In Chester, Pa., shortly after midnight one day in 1976, 14-year-old Trina Garnett, angry that her neighbor had not allowed her two sons to play with Trina, climbed into their house through a kitchen window and set it aflame. The house burned down and the boys were killed. Seven months later Trina was tried and convicted of arson and second degree murder and sentenced to two life terms plus 40 years in prison without possibility of parole. State law then allowed teenagers to be tried and punished as adults. The sentencing judge, according to Liliana Segura in a recent article in The Nation (5/28), called Ms. Garnett’s case “one of the saddest I’ve ever seen” and expressed regret that there was no prison that could protect inmates so young and vulnerable.
The evidence that Tina was mentally unstable and should not have been held responsible was overwhelming. The youngest of 12, she could neither read nor write. Her mother died early and her father was a violent alcoholic who beat the family dog to death and made the children clean up the bloody mess. The children were frequently homeless. Trina had set herself on fire when she was 5, spent two years in a state mental hospital, was diagnosed as schizophrenic and was declared unfit for trial following a psychiatric evaluation. But a third assessment declared her competent. According to the law, her lawyer had no right to present mitigating evidence because she was not facing the death penalty. Early in her sentence at the State Correctional Institution she was raped by a prison guard and gave birth to a son, Rodney, who was passed to the care of her sisters. Today, 50, she suffers from multiple sclerosis and is wheelchair bound.
According to “The Lives of Juvenile Lifers: Findings From a National Survey,” by Ashley Nellis (The Sentencing Project, March 2012), the criminal justice system has failed to protect child offenders who have been sent away not just to protect society but also to protect the children themselves from lives of violence and crime. Although the U. S. Supreme Court in 1976 found laws calling for mandatory death sentences cruel and unusual punishment, this right was not extended to mandatory life in prison.
In 1899 federal law recognized the differences in culpability between young and adult offenders and created juvenile courts in order, as the social reformer and Nobel Peace Prize-winner Jane Addams said, to secure the young offender’s “orderly development in normal society.” But the rising crime rate in the 1980s and 1990s, along with the growth of crack cocaine markets, increased access to illegal guns and the tripling of the rate of juvenile homicides led to calls for “law and order” toughness. States passed laws that tried teenagers as adults. Policymakers disregarded the evidence that developmental differences might affect a person’s responsibility for a crime. Without a change in the law, the 2,589 prisoners now serving time for crimes committed as teenagers will die in prison.
On March 20 the U.S. Supreme Court heard two cases, Miller v. Alabama and Jackson v. Hobbs, of convicts who committed murder when they were 14. The appellants’ argument: When the brain is 14, the sophisticated circuitry between the frontal lobe and the rest of the brain, which enables adults to control their behavior, is barely developed.
The Sentencing Project survey concludes that in many cases the offenders were doubly burdened: (1) by circumstances, like poverty, community violence, family members in jail, single-parent homes, sexual abuse, expulsion from school and the strong correlation between race and the imposition of the death penalty; and (2) by bad advice from counsel in court, where 66 percent of defendants took the option of life without possibility of parole rather than risk a trial that might lead to a death sentence.
One of the more damaging aspects of long incarceration is that, although the inmates may mellow in behavior, perhaps because they have lost hope to live in society, they stop growing intellectually and emotionally. Over 61 percent of juvenile lifers do not participate in rehabilitation programs. Although two-thirds have completed high school or a G.E.D. program in prison, lack of programming or inertia produce a long life of destructive boredom. The answer: Stop the practice of trying juveniles as adults; eliminate life sentences without possibility of parole for them and thus restore hope; encourage life-sentenced inmates to engage in rehabilitation programming; house young offenders with their age group until their 20s; and invest more in the local programs that successfully lower the crime rates.
One mentor described a Florida inmate who entered prison at age 15 in 1993. He became a poet and remained balanced amid chaos. But, his mentor said, the young convict felt despair because of his “fear of dying in prison, never having achieved any of life’s goals that all young men think and dream about.” The mentor added, “He no more belongs in prison than I do.”
Wow. While it is emotionally gripping to read about the circumstances of the mentally ill child who got a life sentence for murdering her neighbors, it does not really correspond to the circumstances of most juvenile offenders. What would the alternative have been IN THAT SITUATION? Would it have been fair to society to allow that child to be free?
I'm sure the argument is that she should have been given the help she needed to become as productive a member of society as possible, but what would that help have been? Since we no longer incarcerate the mentally ill in facilities designed for them, the alternative is that she would have been freed into the care of her less than competent parent or to the occasional supervision of a social worker with psychiatric care mandated by the court.
While there are possibly cases of juvenile offenders who deserve second chances and the assistance to make the most of them. The example does not substantiate that perspective.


#### Exercise details:
The records that follow must be repeated exactly, minus the images.

=== Records shown ===

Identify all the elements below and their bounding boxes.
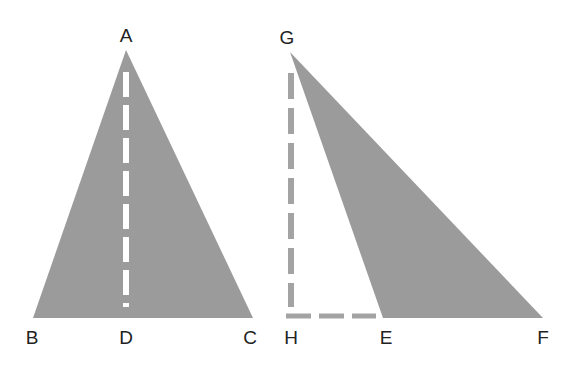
vertex-label-h: H bbox=[284, 328, 298, 347]
triangle-gef bbox=[290, 52, 543, 318]
vertex-label-g: G bbox=[280, 28, 295, 47]
vertex-label-e: E bbox=[380, 328, 393, 347]
diagram-canvas bbox=[0, 0, 567, 367]
vertex-label-d: D bbox=[119, 328, 133, 347]
vertex-label-f: F bbox=[537, 328, 549, 347]
vertex-label-b: B bbox=[26, 328, 39, 347]
vertex-label-c: C bbox=[243, 328, 257, 347]
triangle-abc bbox=[33, 50, 253, 318]
vertex-label-a: A bbox=[120, 26, 133, 45]
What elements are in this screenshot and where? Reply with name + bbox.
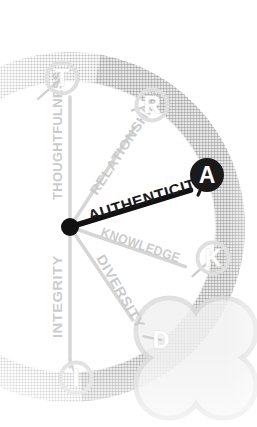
values-wheel-diagram: THOUGHTFULNESSRELATIONSHIPSAUTHENTICITYK…	[0, 0, 257, 427]
values-wheel-canvas: THOUGHTFULNESSRELATIONSHIPSAUTHENTICITYK…	[0, 0, 257, 427]
edge-fade-vertical	[0, 0, 257, 427]
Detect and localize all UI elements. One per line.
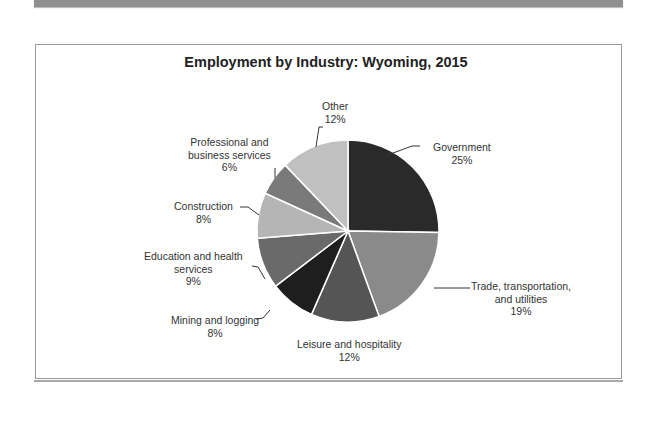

===

#### Task solution:
Identify all the elements below and their bounding boxes.
vertex-label-h: H bbox=[284, 328, 298, 347]
triangle-gef bbox=[290, 52, 543, 318]
vertex-label-g: G bbox=[280, 28, 295, 47]
vertex-label-e: E bbox=[380, 328, 393, 347]
diagram-canvas bbox=[0, 0, 567, 367]
vertex-label-d: D bbox=[119, 328, 133, 347]
vertex-label-f: F bbox=[537, 328, 549, 347]
vertex-label-b: B bbox=[26, 328, 39, 347]
vertex-label-c: C bbox=[243, 328, 257, 347]
triangle-abc bbox=[33, 50, 253, 318]
vertex-label-a: A bbox=[120, 26, 133, 45]
What elements are in this screenshot and where? Reply with name + bbox.
values-wheel-diagram: THOUGHTFULNESSRELATIONSHIPSAUTHENTICITYK…	[0, 0, 257, 427]
values-wheel-canvas: THOUGHTFULNESSRELATIONSHIPSAUTHENTICITYK…	[0, 0, 257, 427]
edge-fade-vertical	[0, 0, 257, 427]
Detect and localize all UI elements. One per line.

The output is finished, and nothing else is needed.